Another story that makes me glad I live alone.
Tracy Clark-Flory at Broadsheet writes about a BBC report of a study showing that single women who live alone clean less than women who live with a male partner — and that men who live with a female partner clean less than they did when they lived alone.
The findings come from analysis by labour economist Helene Couprie of Toulouse University.
Her research, based on data from the British Household Panel Survey looked at working women – single or living with a partner, both with and without children.
And by examining information on more than 2,000 people, she concluded that on average, an employed woman does 15 hours a week of housework when she lives with her employed partner, up from 10 hours when single.
Meanwhile the men, who do seven hours while living alone, do only five when they co-habit.
Am I surprised? Not really (except for that 10 hours bit, which I definitely don’t do now). Though things have undoubtedly improved somewhat from past generations, when men weren’t expected to do much at all once they cohabited with a woman. And part of it, apparently, is what we see when we’re growing up. If Dad pitches in, we see that as normal. If Mom does everything herself, we see that as normal:
The findings are partly, Ms Couprie suggests, due to influences that people have grown up with – where traditionally women have taken on the lion’s share of domestic tasks.
She says that as long as children see their parents stick to certain tasks, such trends become hard to change.
Ultimately, she adds, “it is the work of social evolution”.
And that kind of tells you what needs to change now in order for equity later.

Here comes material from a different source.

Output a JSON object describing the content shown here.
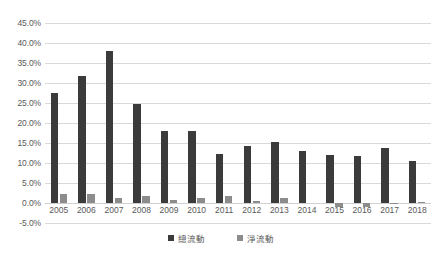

Of course, how to accomplish that is always the big question.
Clark-Flory raises an interesting point, though:
The disparity between single and cohabitating women’s cleaning habits could be explained by any number of things. Women might feel more pressure to play domestic diva when they’re living with their significant other. But, I’d also love to see an analysis of single women who live alone versus single women who live with a (platonic) roommate. Having a witness of any kind to your slothfulness can be an incredibly motivating factor; it could be that women are just more prone to that pressure.
I spent pretty much all day Sunday cleaning my rather filthy apartment (I could knit several new pets from the hair I swept up, for one thing. I know where it’s coming from, but how is there so damn much of it?).
Why was I cleaning? My neighbors are coming over tomorrow to look at the apartment and (pleasepleaseplease) sign a contract to buy it. And I just couldn’t deal with them seeing dirty dishes and pet hair and an unmade bed and piles of clutter and the mountains of mail I haven’t sorted through for about three years. Granted, it’s always a good idea to clean before someone who’s interested in buying your apartment comes over; but I won’t even let the Chinese food deliveryman see the mess.
I was much neater, at least in common areas, when I had a roommate, and also when I was dating a lot.